Doing Stuff

What have I been doing? I ask that because I’ve been poking around friends’ blogs/journals/whatever, and have been thinking to myself, what is it that I do, when I’m not at work, when I have free time? I haven’t read a book in about a month.

But I guess I have been doing stuff. Cooking, some – made some shallow-fried chicken last week that was pretty tasty, and easy enough to do that it could be a “regular” recipe, as well as braised some baby back ribs that turned out well, but could have been better with some tweaking to the sauce. Both were Alton Brown recipes, and both were easy enough that it reminds me why I like cooking, and why I like home-cooked food. It’s fun, essentially, assembling food and turning it into something else, and even more fulfilling when you can make changes to it that you feel improve things, and get other people to enjoy it, as well. The sad thing is, though, that both those recipes take planning, and though frying the chicken only takes about an hour of actual time, that puts dinner back to something like 8:30pm if I try to cook on a *regular* night back from work. The ribs were a four and a half hour process – most of which was sitting there while the oven did its thing, but the point being, I can’t make that recipe, except on the weekends, ever. Which sucks.

Other’n that, been brainstorming on design ideas for work, despite the fact that my input counts as much as any other schmuck peon – still, might as well have *good* schmuck-peon input as anything else. And working on the art assets for a GBA game I’m developing with some of my peeps, for a contest whose deadline’s in December.

Also been playing Halo 2 – despite a lot of derision over the single-player campaign, I’m enjoying it as much, if not more than I thought I would, and the multiplayer is absolutely phenomenal. It introduces a whole new paradigm to online play – one that I think will be adopted by the Live service in general – where the “party” is the central unit around which games are created, and not individual players. There’s also an excellent ranking system and matchmaking service, that provides almost uniformly well-matched, and challenging opponents for a wide variety of game types. It’s great stuff, extremely high quality, addictive, and really goddamn fun to boot.

Oh – and in case anyone’s wondering – the Roomba is awesome. It’s not a particularly powerful vacuum, but the ability to run it when you’re not at home, and for it to run for two hours solid lets it clean up the house, passively, much better than I’d have expected it to. I used to sit there and ball up little bits of Mobius’ shed fur, but all I need to do now is run the Roomba, and it’ll pick up 90% of it for me passively. To get the *real* dirt out of the rug will require a vacuuming with a real vacuum, but the contribution the Roomba makes to our quality of life was definitely worth the $140 it cost.

3 comments

  1. A_B says:

    Do you ever check out Cooks Illustrated? I think they have, arguably, the best recipes for anything they provide recipes for. I would give them the edge over Alton Brown in terms of final food product, with Brown edging them in the “presentation of information” department.

    A_B

  2. Seppo says:

    I don’t have a subscription to Cooks’ Illustrated, but I do have Here in America’s Test Kitchen, and I watch the show from time to time. I made their Chili recipe a couple times, and it’s fantastic.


What needs to be done: Starting at the top of the entries below, print each line exactly until the line with "The image size is (1482, 744)." has been printed too.

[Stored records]
+-------+
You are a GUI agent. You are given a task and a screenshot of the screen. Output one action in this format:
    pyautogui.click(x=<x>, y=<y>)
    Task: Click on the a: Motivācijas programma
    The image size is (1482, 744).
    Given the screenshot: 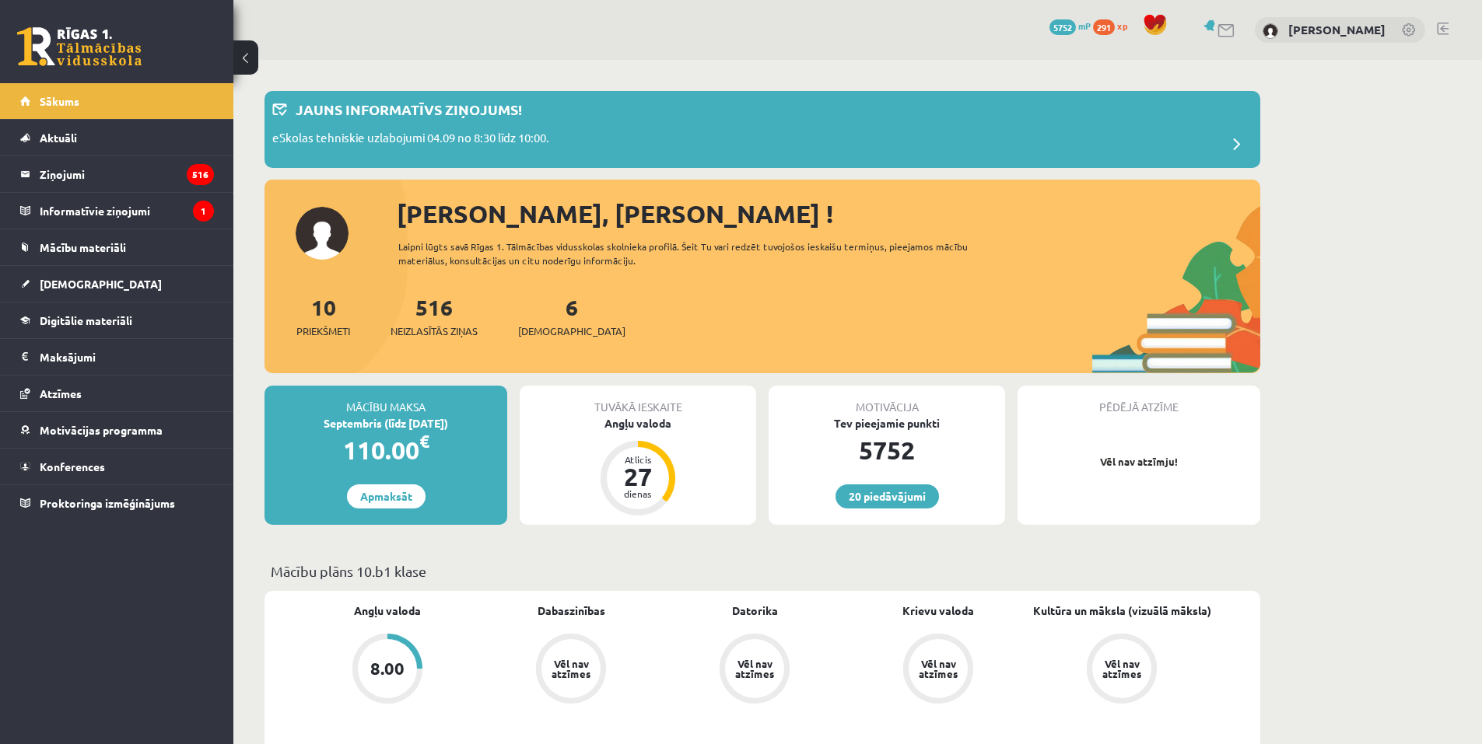 What is the action you would take?
    pyautogui.click(x=117, y=430)
    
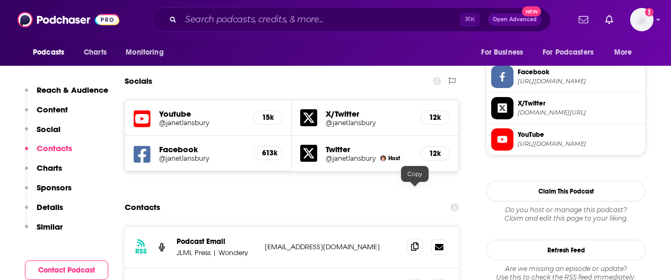 The width and height of the screenshot is (671, 280). Describe the element at coordinates (138, 81) in the screenshot. I see `h2: Socials` at that location.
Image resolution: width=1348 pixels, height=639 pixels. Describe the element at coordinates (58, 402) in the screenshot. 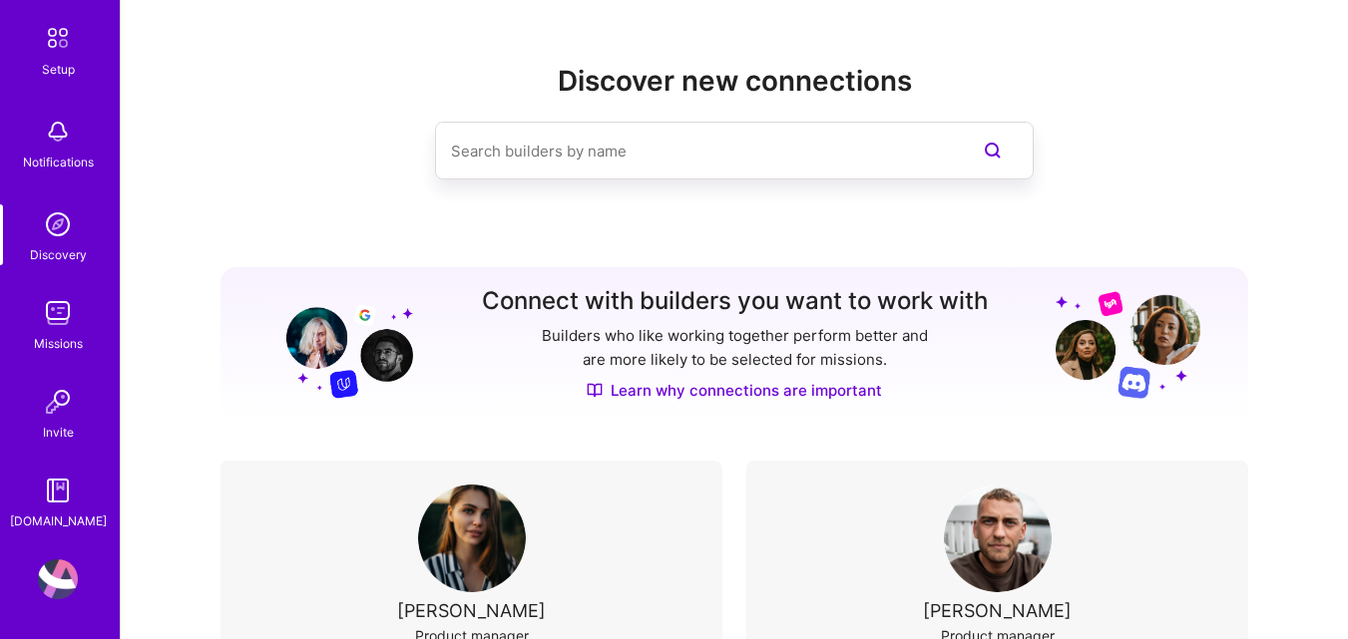

I see `img: Invite` at that location.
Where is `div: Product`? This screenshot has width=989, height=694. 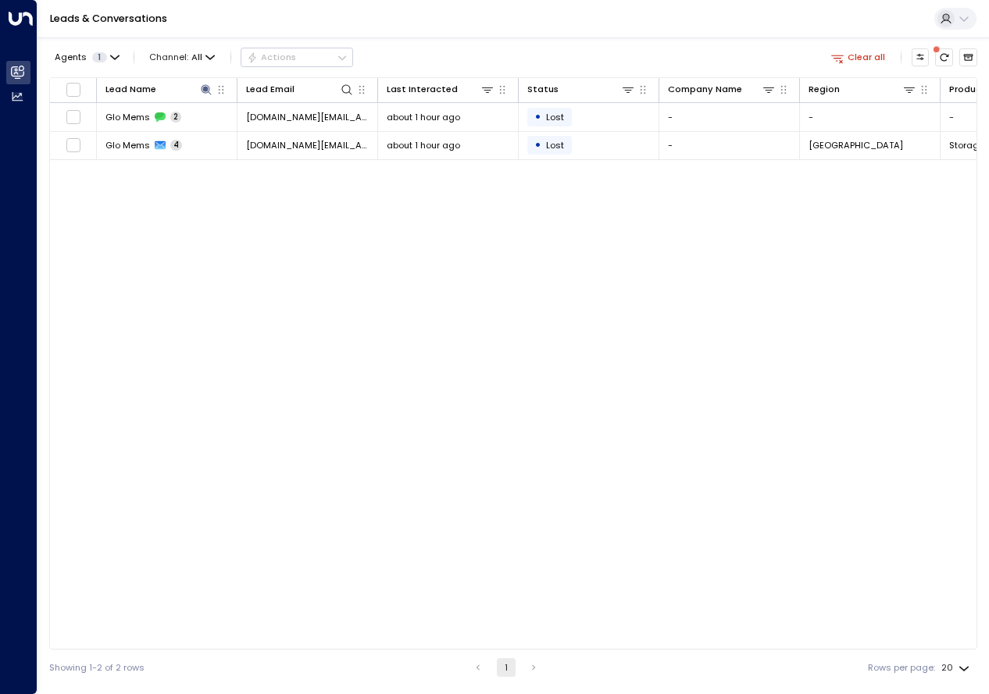 div: Product is located at coordinates (967, 89).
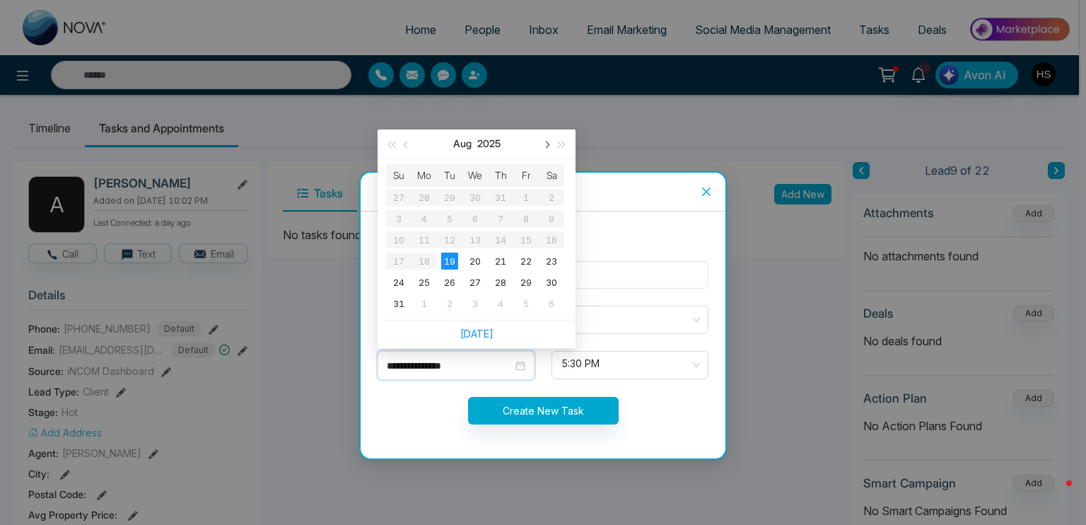 The width and height of the screenshot is (1086, 525). What do you see at coordinates (526, 261) in the screenshot?
I see `td: 2025-08-22` at bounding box center [526, 261].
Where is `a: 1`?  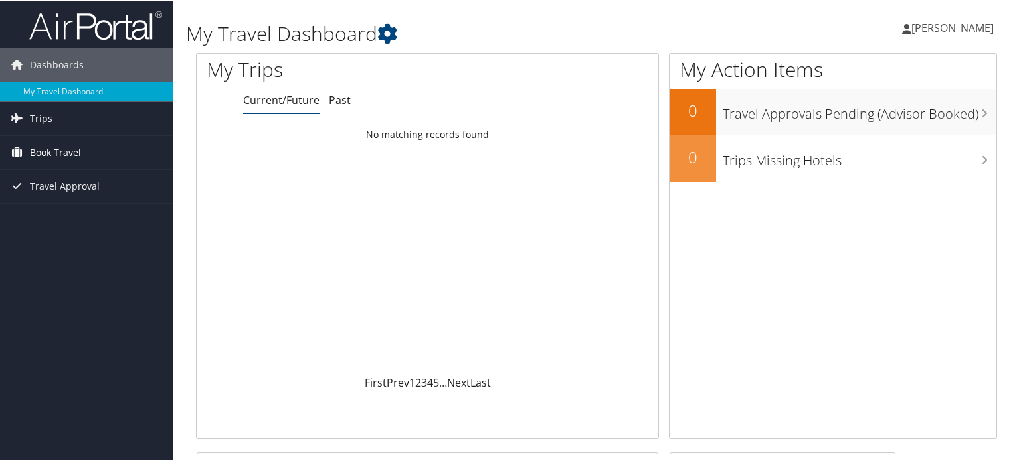 a: 1 is located at coordinates (412, 382).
+-------+
Exercise response:
You are a GUI agent. You are given a task and a screenshot of the screen. Output one action in this format:
    pyautogui.click(x=<x>, y=<y>)
    Task: Click on the a: Motivācijas programma
    The image size is (1482, 744).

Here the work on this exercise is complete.